Four Questions with our New Executive Director

Categories: Alliance News, Featured

Four Questions with our New Executive Director

Denise Giambalvo, far right, moderating a panel at the Washington Health Alliance’s April 2025 health care value forum in Seattle.

We are just weeks into her tenure as the Executive Director, however Denise Giambalvo comes to the role with more than three years experience in leadership at the Washington Health Alliance.

Denise answers four questions looking back at her time with WHA and giving an idea of where our multistakeholder collaborative is headed.

What has changed since you came aboard the Alliance?

Over the past 3 years, the WHA has shifted to be more action oriented in driving system change.

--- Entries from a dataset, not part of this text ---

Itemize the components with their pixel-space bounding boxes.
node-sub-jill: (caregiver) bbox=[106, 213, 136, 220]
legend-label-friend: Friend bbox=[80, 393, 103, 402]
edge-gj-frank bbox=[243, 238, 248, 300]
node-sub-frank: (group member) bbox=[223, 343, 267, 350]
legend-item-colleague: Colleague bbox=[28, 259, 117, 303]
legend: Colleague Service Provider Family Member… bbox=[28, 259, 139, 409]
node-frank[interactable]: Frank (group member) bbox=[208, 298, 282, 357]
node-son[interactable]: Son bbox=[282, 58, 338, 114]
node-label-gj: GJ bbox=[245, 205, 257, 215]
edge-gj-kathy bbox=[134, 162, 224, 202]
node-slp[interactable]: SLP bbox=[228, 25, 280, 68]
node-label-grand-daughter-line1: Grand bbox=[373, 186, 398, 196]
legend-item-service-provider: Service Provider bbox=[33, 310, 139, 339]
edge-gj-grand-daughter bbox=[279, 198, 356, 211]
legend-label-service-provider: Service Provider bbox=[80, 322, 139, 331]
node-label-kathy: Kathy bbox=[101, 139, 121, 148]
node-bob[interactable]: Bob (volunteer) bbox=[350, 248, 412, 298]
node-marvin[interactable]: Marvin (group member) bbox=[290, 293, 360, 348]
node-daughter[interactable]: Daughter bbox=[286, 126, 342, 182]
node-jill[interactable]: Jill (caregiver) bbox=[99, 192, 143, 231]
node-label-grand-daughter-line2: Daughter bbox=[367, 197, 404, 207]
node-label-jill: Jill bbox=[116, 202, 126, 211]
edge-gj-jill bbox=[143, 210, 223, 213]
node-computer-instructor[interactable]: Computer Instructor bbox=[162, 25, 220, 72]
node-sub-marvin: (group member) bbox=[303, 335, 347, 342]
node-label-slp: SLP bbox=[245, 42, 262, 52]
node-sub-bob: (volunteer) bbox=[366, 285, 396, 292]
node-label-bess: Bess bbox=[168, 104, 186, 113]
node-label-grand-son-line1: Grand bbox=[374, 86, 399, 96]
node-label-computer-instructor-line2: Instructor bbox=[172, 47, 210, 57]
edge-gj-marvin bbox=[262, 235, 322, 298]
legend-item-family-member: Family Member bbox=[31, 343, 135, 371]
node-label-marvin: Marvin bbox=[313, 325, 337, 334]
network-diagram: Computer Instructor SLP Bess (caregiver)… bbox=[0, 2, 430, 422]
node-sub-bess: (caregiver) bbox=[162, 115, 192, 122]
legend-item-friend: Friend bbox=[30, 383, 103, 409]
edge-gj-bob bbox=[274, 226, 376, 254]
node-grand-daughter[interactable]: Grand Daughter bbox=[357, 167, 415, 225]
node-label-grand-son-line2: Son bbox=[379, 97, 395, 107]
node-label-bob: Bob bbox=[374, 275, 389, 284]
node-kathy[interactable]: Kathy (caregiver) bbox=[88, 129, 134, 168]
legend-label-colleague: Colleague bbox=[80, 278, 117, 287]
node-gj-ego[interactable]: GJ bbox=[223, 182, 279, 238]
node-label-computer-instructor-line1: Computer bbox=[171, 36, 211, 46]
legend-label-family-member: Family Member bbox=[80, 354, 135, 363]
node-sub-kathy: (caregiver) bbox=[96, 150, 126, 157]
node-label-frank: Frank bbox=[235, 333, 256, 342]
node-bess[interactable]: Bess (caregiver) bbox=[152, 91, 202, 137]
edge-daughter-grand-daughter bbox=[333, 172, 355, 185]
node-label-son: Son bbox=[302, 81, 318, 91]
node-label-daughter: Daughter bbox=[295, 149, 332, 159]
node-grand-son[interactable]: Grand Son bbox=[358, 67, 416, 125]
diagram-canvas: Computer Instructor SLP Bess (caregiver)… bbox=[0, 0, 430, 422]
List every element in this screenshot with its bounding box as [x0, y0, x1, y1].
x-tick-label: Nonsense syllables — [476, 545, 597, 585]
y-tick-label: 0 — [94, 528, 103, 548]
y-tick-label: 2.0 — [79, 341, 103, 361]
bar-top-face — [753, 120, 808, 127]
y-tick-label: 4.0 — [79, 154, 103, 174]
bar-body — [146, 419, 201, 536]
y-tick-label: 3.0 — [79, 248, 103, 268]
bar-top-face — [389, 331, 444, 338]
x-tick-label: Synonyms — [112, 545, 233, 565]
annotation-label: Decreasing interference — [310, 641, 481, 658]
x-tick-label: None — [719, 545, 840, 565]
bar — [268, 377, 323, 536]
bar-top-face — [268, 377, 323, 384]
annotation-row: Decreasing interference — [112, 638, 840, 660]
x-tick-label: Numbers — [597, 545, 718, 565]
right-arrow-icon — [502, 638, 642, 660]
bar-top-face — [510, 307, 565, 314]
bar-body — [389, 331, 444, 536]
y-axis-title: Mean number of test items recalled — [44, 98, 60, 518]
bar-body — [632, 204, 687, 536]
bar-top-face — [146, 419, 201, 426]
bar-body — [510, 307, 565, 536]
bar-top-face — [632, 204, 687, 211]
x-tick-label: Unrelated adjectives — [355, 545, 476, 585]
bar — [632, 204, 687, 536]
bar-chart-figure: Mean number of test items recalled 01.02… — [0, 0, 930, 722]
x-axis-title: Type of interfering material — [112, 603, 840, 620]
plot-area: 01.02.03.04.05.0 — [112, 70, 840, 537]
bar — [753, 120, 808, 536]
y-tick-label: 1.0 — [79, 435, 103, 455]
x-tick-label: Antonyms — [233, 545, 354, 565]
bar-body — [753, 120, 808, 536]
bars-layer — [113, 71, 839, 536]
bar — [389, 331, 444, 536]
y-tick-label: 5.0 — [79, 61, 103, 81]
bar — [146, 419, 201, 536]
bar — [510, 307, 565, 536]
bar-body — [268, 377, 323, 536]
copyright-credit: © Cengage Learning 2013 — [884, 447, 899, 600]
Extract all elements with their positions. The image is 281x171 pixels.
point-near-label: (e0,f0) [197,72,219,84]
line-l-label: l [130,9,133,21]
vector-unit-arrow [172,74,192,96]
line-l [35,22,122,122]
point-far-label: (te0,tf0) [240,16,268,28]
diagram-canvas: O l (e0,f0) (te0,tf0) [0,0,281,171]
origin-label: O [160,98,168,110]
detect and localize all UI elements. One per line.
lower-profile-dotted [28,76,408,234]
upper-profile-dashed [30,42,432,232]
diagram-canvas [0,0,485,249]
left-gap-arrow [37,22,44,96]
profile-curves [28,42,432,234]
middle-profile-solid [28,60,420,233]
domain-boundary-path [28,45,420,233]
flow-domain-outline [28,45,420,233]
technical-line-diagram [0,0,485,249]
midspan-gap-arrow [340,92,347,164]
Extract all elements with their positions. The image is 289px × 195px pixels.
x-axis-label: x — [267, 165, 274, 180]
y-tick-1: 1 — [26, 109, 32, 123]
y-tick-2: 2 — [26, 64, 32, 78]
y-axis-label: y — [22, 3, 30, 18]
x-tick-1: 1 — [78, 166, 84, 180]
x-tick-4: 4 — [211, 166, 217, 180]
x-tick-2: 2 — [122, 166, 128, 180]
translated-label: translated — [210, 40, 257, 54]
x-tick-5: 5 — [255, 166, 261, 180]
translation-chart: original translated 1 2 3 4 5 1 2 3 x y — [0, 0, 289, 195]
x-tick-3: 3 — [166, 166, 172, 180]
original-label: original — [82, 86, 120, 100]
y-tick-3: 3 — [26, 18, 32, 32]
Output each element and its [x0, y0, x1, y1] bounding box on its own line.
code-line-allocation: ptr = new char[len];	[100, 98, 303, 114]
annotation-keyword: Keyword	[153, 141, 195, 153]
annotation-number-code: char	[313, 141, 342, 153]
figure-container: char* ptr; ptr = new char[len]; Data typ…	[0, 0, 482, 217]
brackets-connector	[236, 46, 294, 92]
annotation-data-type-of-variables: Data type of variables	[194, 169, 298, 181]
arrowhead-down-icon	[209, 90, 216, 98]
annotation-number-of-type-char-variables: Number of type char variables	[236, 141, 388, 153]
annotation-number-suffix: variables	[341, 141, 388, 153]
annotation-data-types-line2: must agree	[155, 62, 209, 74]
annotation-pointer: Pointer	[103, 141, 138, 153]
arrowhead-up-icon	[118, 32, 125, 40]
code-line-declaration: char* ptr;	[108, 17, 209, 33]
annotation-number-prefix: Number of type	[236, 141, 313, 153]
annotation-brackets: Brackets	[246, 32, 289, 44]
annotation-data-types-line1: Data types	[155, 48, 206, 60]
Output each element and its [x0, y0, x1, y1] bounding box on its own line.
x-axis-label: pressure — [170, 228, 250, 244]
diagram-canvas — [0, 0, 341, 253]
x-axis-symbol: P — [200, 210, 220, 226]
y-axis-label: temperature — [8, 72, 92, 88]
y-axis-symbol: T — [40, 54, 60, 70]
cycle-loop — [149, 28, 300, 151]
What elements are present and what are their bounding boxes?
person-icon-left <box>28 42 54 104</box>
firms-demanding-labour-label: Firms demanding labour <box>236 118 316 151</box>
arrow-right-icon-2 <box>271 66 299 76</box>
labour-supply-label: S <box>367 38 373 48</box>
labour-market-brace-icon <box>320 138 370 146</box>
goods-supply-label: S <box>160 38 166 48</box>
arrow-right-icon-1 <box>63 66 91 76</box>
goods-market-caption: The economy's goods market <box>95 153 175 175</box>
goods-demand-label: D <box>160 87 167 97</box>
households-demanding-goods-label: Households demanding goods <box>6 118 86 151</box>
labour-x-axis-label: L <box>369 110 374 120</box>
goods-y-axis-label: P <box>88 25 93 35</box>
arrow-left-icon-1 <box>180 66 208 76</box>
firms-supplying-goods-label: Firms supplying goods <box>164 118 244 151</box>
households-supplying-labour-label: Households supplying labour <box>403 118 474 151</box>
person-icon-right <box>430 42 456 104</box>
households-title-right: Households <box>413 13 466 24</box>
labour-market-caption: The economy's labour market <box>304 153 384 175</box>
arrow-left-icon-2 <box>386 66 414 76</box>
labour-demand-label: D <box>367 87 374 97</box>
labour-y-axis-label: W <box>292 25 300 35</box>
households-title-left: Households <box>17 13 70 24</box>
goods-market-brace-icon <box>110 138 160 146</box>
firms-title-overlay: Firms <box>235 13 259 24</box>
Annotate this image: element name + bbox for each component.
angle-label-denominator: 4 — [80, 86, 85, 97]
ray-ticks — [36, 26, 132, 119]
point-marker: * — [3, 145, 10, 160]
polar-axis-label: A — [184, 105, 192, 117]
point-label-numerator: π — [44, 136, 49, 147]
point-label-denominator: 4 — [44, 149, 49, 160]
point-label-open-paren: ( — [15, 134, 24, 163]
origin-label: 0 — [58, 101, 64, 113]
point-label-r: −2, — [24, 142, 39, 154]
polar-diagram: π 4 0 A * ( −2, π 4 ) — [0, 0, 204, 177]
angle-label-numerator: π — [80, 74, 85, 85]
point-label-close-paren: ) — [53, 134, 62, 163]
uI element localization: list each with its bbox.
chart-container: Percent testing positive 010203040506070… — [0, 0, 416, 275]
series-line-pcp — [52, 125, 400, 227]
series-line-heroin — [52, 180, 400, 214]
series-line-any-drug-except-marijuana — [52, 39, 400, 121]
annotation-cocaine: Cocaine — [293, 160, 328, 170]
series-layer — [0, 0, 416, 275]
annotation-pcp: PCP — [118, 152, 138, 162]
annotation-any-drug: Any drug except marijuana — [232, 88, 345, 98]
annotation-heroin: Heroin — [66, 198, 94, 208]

Through our collaborative convenings, whether they are workgroups or an education forum, best practices to address gaps or opportunities for improvement and savings are identified with clear pathways for execution.

What’s been the most satisfying part of the job? What do you want to see continue?

The people I work with! I have always enjoyed making connections. Those connections can be between systems, internal silos, or individual people, where bringing them together creates an opportunity for creative problem solving and synergy. I suspect that will always be most satisfying to me, and I believe to be the best way for me to lead WHA in driving system change.

How has listening to members informed change at the Alliance? 

Listening is such an important part of what we do. Providing a place for our members to discuss their priorities and barriers to achieving them has opened the door for greater collaboration, more education programs, and stronger connections across stakeholders to collectively drive change through problem solving.

Where do you see the Alliance in five years? 

I see our current preliminary discussions to add clinical data to our database to come to fruition, opening the door, as an example, for standard quality metrics to be used for value-based contracting which would permit us to measure the aggregate impact a value-based approach has on the health of the population in Washington.

To learn a bit more about Denise, we give a brief overview of her career in our announcement in May.